Presbyterian Church (USA), the largest Presbyterian denomination in the United States, reported another year of membership decline, losing nearly 27,000 members and 128 congregations in 2025.
A “Narrative Summary” of statistics showed that PCUSA membership dropped by 26,845 from 2024 to 2025, leaving the denomination with 1,019,003 members at the end of last year.
The summary was included in the Annual Statistical Report, which was prepared by the Office of Statistics and Rolls in collaboration with Research Services.
Although the denomination continued its long-running decline, the report described the 2025 decrease as its “slowest rate in a decade.” Membership fell by about 2.6% last year, a smaller decline than the average annual decrease of 4.6% recorded over the previous 10 years.
The report also highlighted the denomination’s aging membership. Sixty percent of PCUSA members were over age 55, including 35% who were 71 or older, while only 4% were 18 or younger.
PCUSA also ended 2025 with 8,304 congregations, a decrease of 128 from the previous year. According to the report, most of the losses came through church dissolutions.
The denomination reported adding 11 “newly organized congregations” in 2025, while 12 congregations were “dismissed to other denominations.”
The latest numbers continue a decades-long decline for the PCUSA, which had more than 2.5 million members in 2000 but has now fallen to just over 1 million.
The denomination’s theologically liberal direction has contributed to the decline, prompting hundreds of congregations to leave in protest over the past two decades.
In 2010, the PCUSA General Assembly voted to allow regional bodies to ordain non-celibate homosexuals. In response, about 300 congregations left the denomination and helped form the theologically conservative ECO: A Covenant Order of Evangelical Presbyterians.
PCUSA membership fell below 2 million in 2011, according to figures released the following year.
In May 2025, the denomination’s Interim Unified Agency reported that PCUSA lost nearly 49,000 members in 2024, falling from about 1.094 million members in 2023 to roughly 1.045 million.

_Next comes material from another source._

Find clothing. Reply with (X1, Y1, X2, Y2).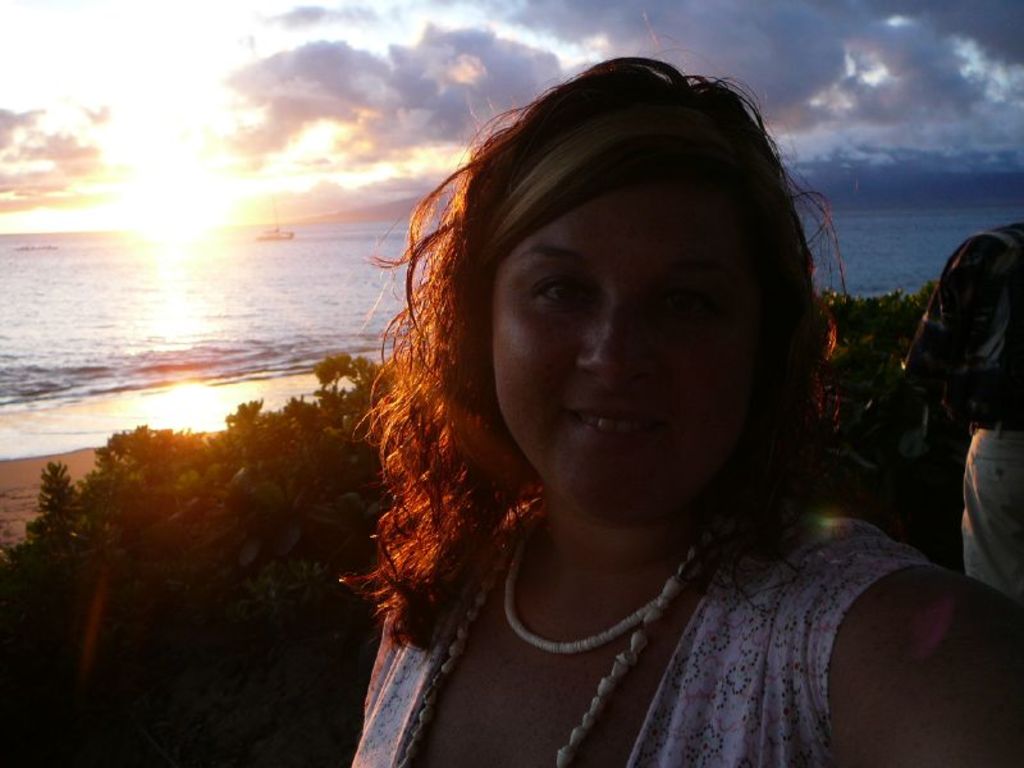
(323, 430, 963, 751).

The Rev. Tim Cargal, who oversaw last year’s report, told Presbyterian News Service that if the rate of decline continued, PCUSA would fall below 1 million members by the end of 2025.
While the denomination has not yet crossed that threshold, the latest report shows PCUSA remains close to dropping below 1 million members as it continues to face congregational losses, aging membership and long-term institutional decline.